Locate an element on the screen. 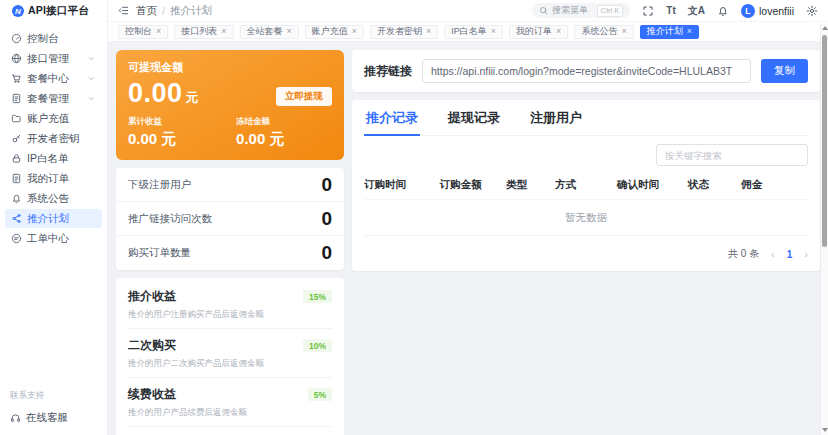 The image size is (828, 435). sidebar-item-label: 推介计划 is located at coordinates (48, 219).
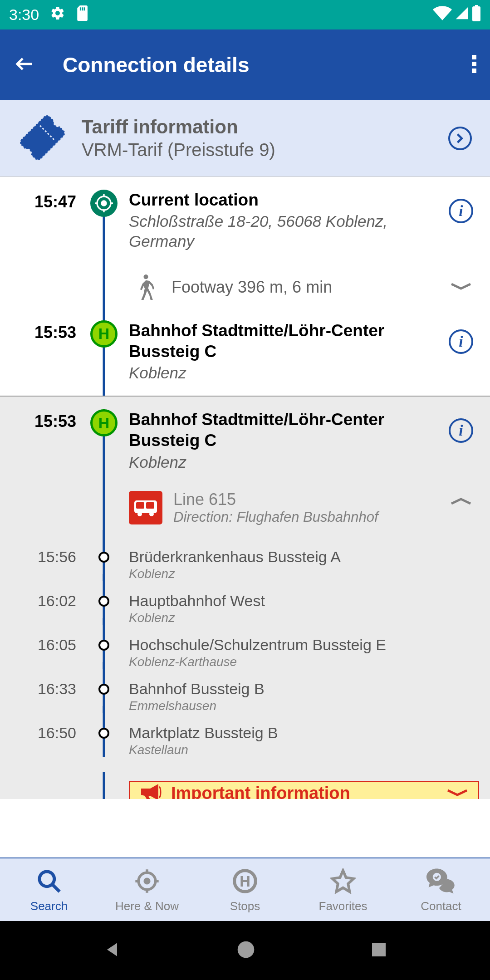 The image size is (490, 980). What do you see at coordinates (284, 231) in the screenshot?
I see `step-detail: Schloßstraße 18-20, 56068 Koblenz, Germa…` at bounding box center [284, 231].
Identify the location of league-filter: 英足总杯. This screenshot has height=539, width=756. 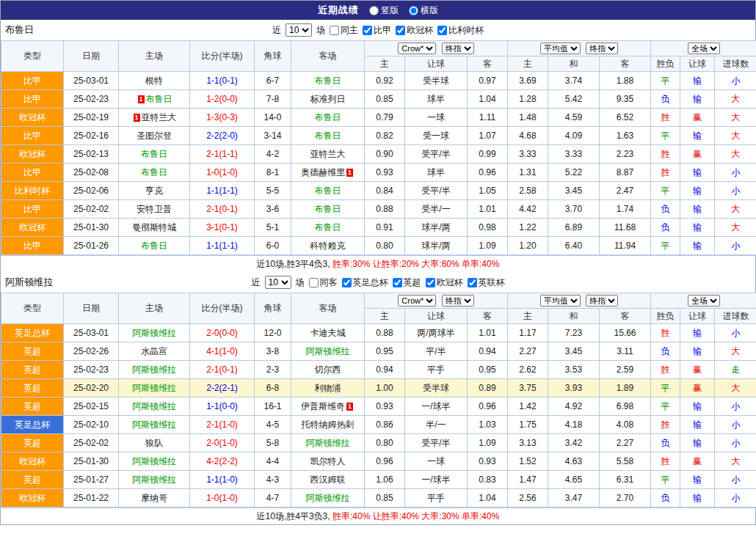
(366, 283).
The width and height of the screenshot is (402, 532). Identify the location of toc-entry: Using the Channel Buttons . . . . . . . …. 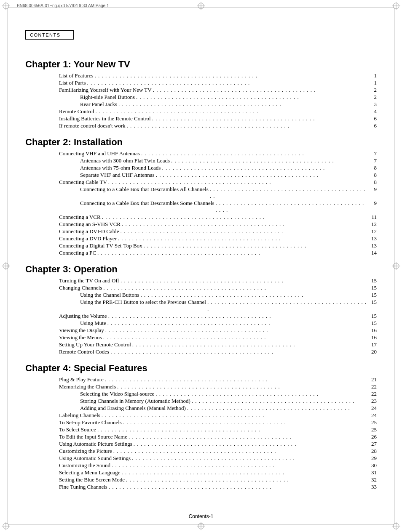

**What is being asked**
What you return should be only the lines from the line with "Identify the location of league-filter: 英足总杯." through the last line of the listing above, exactly, both ends included, pictures excluded.

**Result of the task**
Identify the location of league-filter: 英足总杯. This screenshot has height=539, width=756. 
(366, 283).
The width and height of the screenshot is (402, 532). Identify the location of toc-entry: Using the Channel Buttons . . . . . . . …. 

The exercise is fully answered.